Reviewed by Annika
SERIES: Thin Blue Line #3
AUTHOR: Patricia Logan
NARRATOR: Michael Pauley
PUBLISHER: Westburg Publishing
LENGTH: 7 hours, 57 minutes
RELEASE DATE: December 11, 2019
BLURB:
Homeland Security investigators Pope Dades and Felix Jbarra have been partnered for six months and the excitement on and off the job keeps getting better. Working together every day is generally routine, but when the partners are assigned to supplement the Secret Service on a VIP protection detail, things really begin to heat up.
An alternative energy conference is being held in Los Angeles. When Felix and Pope learn they’ll be bodyguards to a Saudi Arabian prince, they’re expecting rides in fancy limousines, a stay at the world-famous Beverly Wilshire Hotel, and exotic food. What they don’t expect is being once again thrown into the line of fire…literally.
Someone has put out a hit on Prince Ali ibn Abd Pasha, and the killers want it carried out on US soil to embarrass the Americans in retaliation for US news coverage over the murder of one of their journalists late last year. Felix and Pope only learn of the danger to the prince when a Secret Service agent friend is nearly killed.
Pope and Felix dive headfirst into another exciting case, but when they learn the man they’re guarding might be involved in arms trafficking because of ties to Mills Lang, they are forced to, once again, call on their buddies at the ATF.

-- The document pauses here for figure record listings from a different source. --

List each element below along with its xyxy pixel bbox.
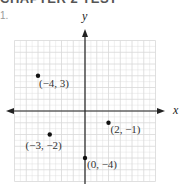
x-axis-arrow-left-icon bbox=[6, 108, 14, 114]
y-axis-label: y bbox=[81, 9, 88, 23]
point-label: (−3, −2) bbox=[26, 139, 63, 152]
y-axis-arrow-up-icon bbox=[82, 29, 88, 37]
x-axis-label: x bbox=[172, 103, 179, 117]
data-points: (−4, 3)(−3, −2)(2, −1)(0, −4) bbox=[26, 74, 141, 171]
point-label: (−4, 3) bbox=[39, 77, 69, 90]
data-point bbox=[48, 132, 52, 136]
x-axis-arrow-right-icon bbox=[157, 108, 165, 114]
point-label: (2, −1) bbox=[111, 123, 141, 136]
coordinate-plane: x y (−4, 3)(−3, −2)(2, −1)(0, −4) bbox=[0, 0, 186, 184]
point-label: (0, −4) bbox=[87, 158, 117, 171]
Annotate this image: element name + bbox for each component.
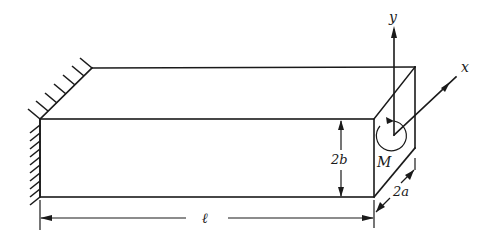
width-label: 2a: [392, 184, 409, 199]
moment-label: M: [376, 154, 392, 170]
y-arrow-icon: [391, 26, 397, 38]
moment-arrow-icon: [386, 117, 394, 124]
beam-body: [40, 67, 415, 197]
coordinate-axes: y x: [388, 9, 469, 135]
x-axis-label: x: [461, 59, 469, 75]
height-dimension: 2b: [330, 120, 348, 197]
moment: M: [376, 117, 406, 170]
beam-diagram: y x M 2b ℓ 2a: [0, 0, 495, 247]
height-label: 2b: [330, 152, 348, 167]
y-axis-label: y: [388, 9, 398, 25]
length-label: ℓ: [202, 210, 208, 226]
fixed-support: [28, 58, 92, 205]
length-dimension: ℓ: [40, 200, 374, 230]
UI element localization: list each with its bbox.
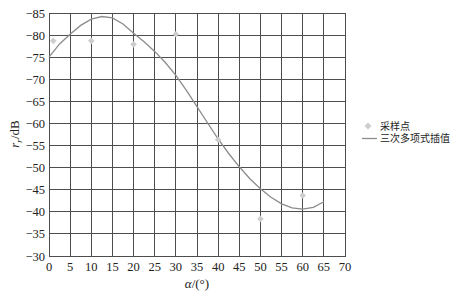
y-tick-label: −40 [25,205,45,219]
x-tick-label: 10 [85,260,98,274]
y-tick-label: −85 [25,7,45,21]
x-tick-label: 0 [46,260,52,274]
x-tick-label: 30 [170,260,183,274]
legend-item-samples: 采样点 [365,120,411,132]
y-tick-label: −75 [25,51,45,65]
y-axis-label-unit: /dB [7,120,22,139]
cubic-interpolation-curve [49,17,324,210]
sample-point-marker [88,38,95,45]
x-tick-label: 15 [106,260,119,274]
y-tick-label: −30 [25,250,45,264]
y-tick-label: −35 [25,227,45,241]
legend-item-curve: 三次多项式插值 [362,132,450,144]
x-tick-label: 25 [148,260,161,274]
x-tick-label: 5 [67,260,73,274]
y-axis-label: rr/dB [7,120,24,148]
x-tick-label: 55 [275,260,288,274]
x-tick-label: 50 [254,260,267,274]
sample-point-marker [257,216,264,223]
sample-point-marker [50,38,57,45]
legend-label-curve: 三次多项式插值 [380,132,450,144]
sample-points [50,31,306,222]
y-tick-label: −70 [25,73,45,87]
grid [49,13,345,256]
x-tick-label: 20 [127,260,140,274]
x-tick-label: 40 [212,260,225,274]
legend: 采样点 三次多项式插值 [362,120,450,144]
x-tick-label: 45 [233,260,246,274]
x-tick-label: 35 [191,260,204,274]
x-axis-label: α/(°) [185,276,209,291]
x-axis-ticks: 0510152025303540455055606570 [46,260,351,274]
y-tick-label: −55 [25,139,45,153]
y-tick-label: −45 [25,183,45,197]
y-tick-label: −65 [25,95,45,109]
diamond-marker-icon [365,123,372,130]
x-tick-label: 60 [296,260,309,274]
y-axis-ticks: −85−80−75−70−65−60−55−50−45−40−35−30 [25,7,45,264]
y-tick-label: −50 [25,161,45,175]
sample-point-marker [299,192,306,199]
legend-label-samples: 采样点 [380,120,410,132]
x-tick-label: 65 [318,260,331,274]
y-tick-label: −60 [25,117,45,131]
x-tick-label: 70 [339,260,352,274]
y-tick-label: −80 [25,29,45,43]
chart: −85−80−75−70−65−60−55−50−45−40−35−30 051… [0,0,463,299]
x-axis-label-unit: /(°) [192,276,209,291]
sample-point-marker [173,31,180,38]
sample-point-marker [130,41,137,48]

Action, intrigue, and danger abound in the thrilling conclusion of the Thin Blue Line series.
REVIEW:
Crime and Chaos is the final chapter, or book in this series. The prologue starts off with a bang – not a literal for once. But the kind where Felix’s 18 year old sister Sophia was being forcefully abducted. Oh – and he’d just come out to his entire family – causing a literal row. Things were a bit tense there… come to think of it, it also fit with the rest of the series, our boys rarely do things the easy way.
Anyway, back to the thwarted abduction and Felix’s revelation. Now that’s a way to start a book, the listener or reader gets invested from the very start. Also, was it just me that wanted to know more about the events of the party? I mean for one, Felix had been agonising for months, years probably, about coming out to his family. It’s been one of the bigger hurdles between him and Pope really moving forward. And to only listen to a retelling, a summary of events… well, I’m not going to lie, I felt a little bit cheated. I would love to have been there and really experience it with him/them. I’m also really curious about Sophia’s would be abductor. I mean who was he?, why her? The squirrels might have been fun but they did not provide any answers, I have so many questions. Then again, maybe we weren’t supposed to know everything?
You might have already guessed that I’m just a tad hung up on the prologue, but that was barely a blip on the radar for everything else happening in this book. From the first page it was full speed ahead. Pope and Felix are loaned out to Secret Service on a joint mission; protect a Saudi prince while he’s in US for a conference. As things have a habit to when our guys are involved, things get really hairy really quickly. Someone has taken out a hit on the prince and has come precariously close to assassinate him a couple of times. And when they realise their case is tied to an arms dealer, well… they of course call their friends at the ATF – just to keep things interesting.
I love that we finally got our answers. That the bad guys were revealed and stopped. I loved that Felix and Pope finally took the leap to really be together, to commit to one another. That they made it through the fumbling and stumbling and uncertainty. That they got their happily ever after. It’s been a heck of a ride for them, but they made it in the end.
Michael Pauley delivered the performance with conviction and passion. He connected to the cast of characters and made listener do so too. He made you see and feel the connection between all the couples, the love between them. But also how strong their friendships were. I think it must be fun to narrate a book like this. There was something happening all the time, no real lull between one bullet or explosion and the next. Hmm, come to think of it, might be a tad exhausting as well, to always have that level of suspense and intensity, it never sowed though. His performance was spot on beginning to end.